The pandemic is not dishing out its damage equally. Across Washington State, including King County, not all workers have the luxury or privilege to work from home. While working from home during the West Coast’s worst outbreak, farmworkers in Yakima Valley are getting pushed back to the frontlines to maintain our country’s food supply. We are ordered to protect ourselves and prevent the spread of COVID-19 by social distancing and self-isolation, yet the working conditions for farmworkers make those measures nearly impossible.
Farmworkers in the Yakima Valley are concerned about their employers’ weak enforcement of social distancing and sanitation procedures. As essential workers, they are requesting basic protections for all farmworkers during the COVID-19 pandemic. Seeing no progress or promise in sight, farmworkers across six fruit processing plants in the Yakima Valley are peacefully striking back against substandard working conditions. They are asking for the minimum protections:
- Specific measures to guarantee their health and safety
- To stop employer retaliation if a worker complains about safety measures not being enforced
- Hazard pay to reflect the risks they are taking as essential workers, and a permanent hourly wage increase to a just wage that extends beyond the timeframe of the pandemic
Before COVID-19’s onset, farmworkers’ work was characterized by low wages and no benefits, short terms of laborious employment, poor sanitation, and inadequate housing. Today, farmworkers are feeding our communities during a pandemic. They are not expendable and never have been. Yet, during COVID-19, they have to advocate for proper enforcement of protocols to protect fellow essential workers. You can do something to help farmworkers protect their livelihood amidst the COVID-19 crisis:
- Take one minute today to tell Governor Inslee to take immediate action to protect Washington State’s farmworkers
- Contacting the plant sites and urging them to negotiate with their workers, rather than retaliating against them for striking:
– Allan Bros. Fruit in Naches, WA | (509) 653-2625
– Hansen Fruit in Yakima, WA | (509) 457-4153
– Jack Frost Fruit Co. in Yakima, WA | (509) 248-5231
– Matson Fruit Co. in Selah, WA | (509) 697-7100
– Monson Fruit Co. in Selah, WA | (509) 697-9175
– Columbia Reach in Yakima, WA | (509) 457-8001 - Donating to farmworkers’ cause whether through their general GoFundMe page or individual pages by specific sites:
– General GoFundMe
– Matson Fruit
– Monson Fruit
– Jack Frost
Yakima County is the new epicenter of the global pandemic on the West Coast. We are not on the road to recovery until each community receives the assistance they need to make it through the COVID-19 crisis. As Governor Inslee begins our state’s economic recovery efforts, we must not forget the people in our communities that call Washington home. Please join us in taking action.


An exact copy, beginning at the line containing "give bounding boxes" and ending at the final line of the records that follow, is the answer; it has no pictures and no other text.
****
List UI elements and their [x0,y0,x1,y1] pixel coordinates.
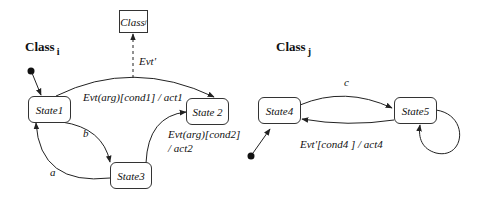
class-i-title-text: Class [25,39,55,54]
state3-label: State3 [117,170,145,182]
transition-state5-state4 [302,119,394,123]
transition-label-b: b [83,128,89,139]
initial-transition-j [253,129,270,153]
class-j-box: Classj [119,10,148,33]
class-j-box-subscript: j [145,18,147,26]
transition-label-state1-state2: Evt(arg)[cond1] / act1 [83,92,183,103]
class-j-title-subscript: j [308,46,311,57]
transition-state3-state1 [36,123,110,179]
class-j-title-text: Class [276,39,306,54]
class-i-title-subscript: i [57,46,60,57]
transition-label-state3-state2-line2: / act2 [168,143,193,154]
state1-label: State1 [36,104,64,116]
transition-label-state5-state4: Evt'[cond4 ] / act4 [300,139,383,150]
transition-label-c: c [344,77,349,88]
class-j-box-label: Class [120,16,144,28]
initial-state-dot-i [28,68,35,75]
state4-label: State4 [266,105,294,117]
class-i-title: Classi [25,40,59,57]
state-state5[interactable]: State5 [394,97,437,124]
initial-state-dot-j [248,153,255,160]
state2-label: State 2 [192,106,222,118]
transition-label-state3-state2-line1: Evt(arg)[cond2] [168,129,240,140]
initial-transition-i [32,73,41,95]
state-state2[interactable]: State 2 [186,98,229,125]
state-state3[interactable]: State3 [110,162,152,189]
transition-label-a: a [50,167,56,178]
class-j-title: Classj [276,40,311,57]
state5-label: State5 [402,105,430,117]
state-state4[interactable]: State4 [258,97,301,124]
state-state1[interactable]: State1 [28,96,71,123]
event-send-label: Evt' [139,56,156,67]
transition-state4-state5 [300,96,392,108]
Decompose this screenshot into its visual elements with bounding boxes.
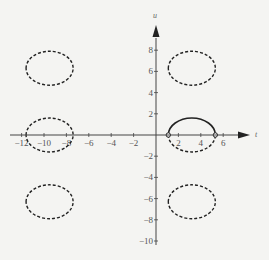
x-tick-label: −4	[106, 138, 116, 148]
x-tick-label: 2	[176, 138, 181, 148]
x-tick-label: −2	[129, 138, 139, 148]
dashed-closed-curve	[26, 185, 73, 219]
y-tick-label: −10	[139, 236, 154, 246]
y-tick-label: −8	[143, 215, 153, 225]
phase-plot: −12−10−8−6−4−2246−10−8−6−4−22468 t u	[0, 0, 269, 260]
y-tick-label: −6	[143, 194, 153, 204]
x-axis-label: t	[255, 130, 258, 139]
y-tick-label: 6	[149, 66, 154, 76]
y-tick-label: −4	[143, 172, 153, 182]
dashed-closed-curve	[168, 51, 215, 85]
axis-ticks: −12−10−8−6−4−2246−10−8−6−4−22468	[15, 45, 226, 246]
y-tick-label: 2	[149, 109, 154, 119]
dashed-closed-curve	[26, 51, 73, 85]
x-tick-label: 6	[221, 138, 226, 148]
y-axis-arrow-icon	[153, 25, 160, 37]
solid-arc	[168, 118, 215, 135]
y-tick-label: 8	[149, 45, 154, 55]
x-axis-arrow-icon	[238, 132, 250, 139]
y-tick-label: −2	[143, 151, 153, 161]
dashed-closed-curve	[168, 185, 215, 219]
y-tick-label: 4	[149, 88, 154, 98]
x-tick-label: −10	[37, 138, 52, 148]
x-tick-label: −6	[84, 138, 94, 148]
x-tick-label: 4	[199, 138, 204, 148]
y-axis-label: u	[153, 11, 157, 20]
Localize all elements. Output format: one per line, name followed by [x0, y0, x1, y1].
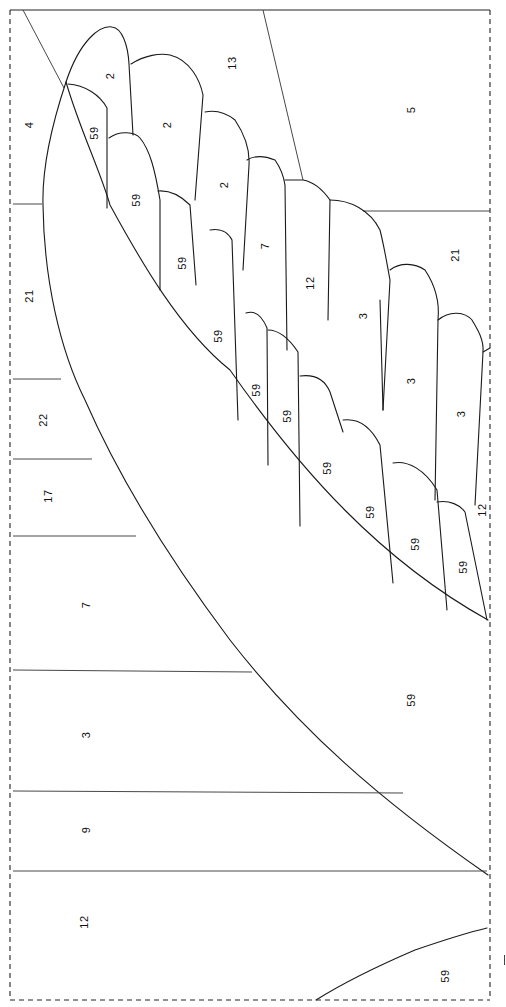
region-label-3: 3: [80, 732, 92, 739]
region-label-59: 59: [212, 329, 224, 342]
region-label-59: 59: [281, 409, 293, 422]
region-label-17: 17: [42, 489, 54, 502]
region-label-59: 59: [364, 505, 376, 518]
region-label-21: 21: [23, 289, 35, 302]
region-label-5: 5: [405, 107, 417, 114]
region-label-21: 21: [449, 248, 461, 261]
region-label-22: 22: [37, 413, 49, 426]
region-label-3: 3: [405, 378, 417, 385]
region-label-12: 12: [78, 915, 90, 928]
region-label-9: 9: [80, 827, 92, 834]
pattern-diagram: 4 2 13 5 59 2 59 2 21 59 7 12 21 3 59 59…: [0, 0, 506, 1007]
region-label-12: 12: [304, 276, 316, 289]
region-label-59: 59: [321, 461, 333, 474]
region-label-59: 59: [88, 126, 100, 139]
region-label-12: 12: [476, 503, 488, 516]
region-label-2: 2: [161, 122, 173, 129]
region-label-59: 59: [457, 560, 469, 573]
pattern-lines: [0, 0, 506, 1007]
region-label-2: 2: [218, 182, 230, 189]
region-label-59: 59: [130, 193, 142, 206]
region-label-59: 59: [250, 383, 262, 396]
region-label-7: 7: [80, 602, 92, 609]
bottom-curve: [316, 928, 487, 1000]
region-label-2: 2: [104, 73, 116, 80]
region-label-3: 3: [357, 313, 369, 320]
margin-mark: [504, 955, 505, 965]
region-label-7: 7: [259, 243, 271, 250]
region-label-59: 59: [439, 969, 451, 982]
region-label-3: 3: [455, 411, 467, 418]
region-label-59: 59: [405, 693, 417, 706]
region-label-59: 59: [176, 256, 188, 269]
band-outer: [43, 82, 488, 875]
region-label-59: 59: [409, 537, 421, 550]
region-label-13: 13: [226, 56, 238, 69]
region-label-4: 4: [23, 122, 35, 129]
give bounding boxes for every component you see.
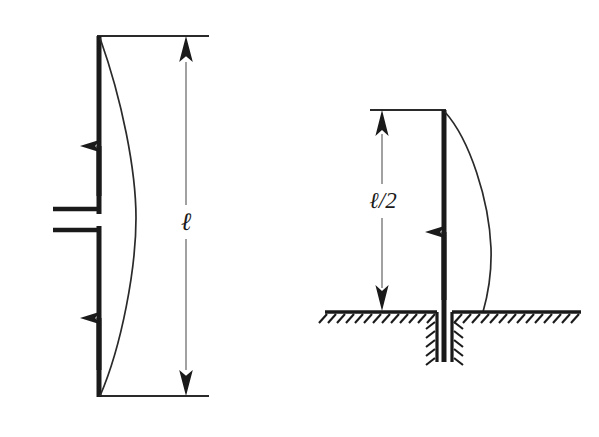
- left-dimension-label: ℓ: [181, 208, 192, 235]
- figure-svg: ℓ: [0, 0, 599, 437]
- column-buckling-figure: ℓ: [0, 0, 599, 437]
- right-dimension-label: ℓ/2: [369, 188, 396, 213]
- figure-background: [0, 0, 599, 437]
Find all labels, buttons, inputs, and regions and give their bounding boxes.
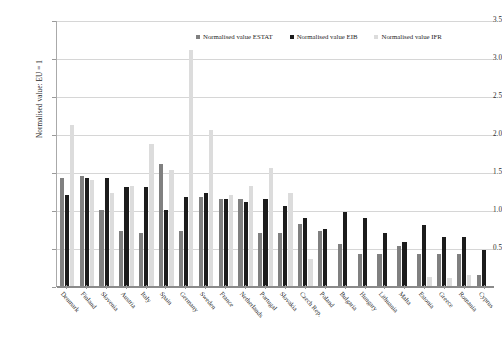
****
ANSWER BELOW
give bounding boxes for every component you see.
- left-dimension-label: ℓ: [181, 208, 192, 235]
- figure-svg: ℓ: [0, 0, 599, 437]
- column-buckling-figure: ℓ: [0, 0, 599, 437]
- right-dimension-label: ℓ/2: [369, 188, 396, 213]
- figure-background: [0, 0, 599, 437]
Find all labels, buttons, inputs, and regions and give their bounding boxes.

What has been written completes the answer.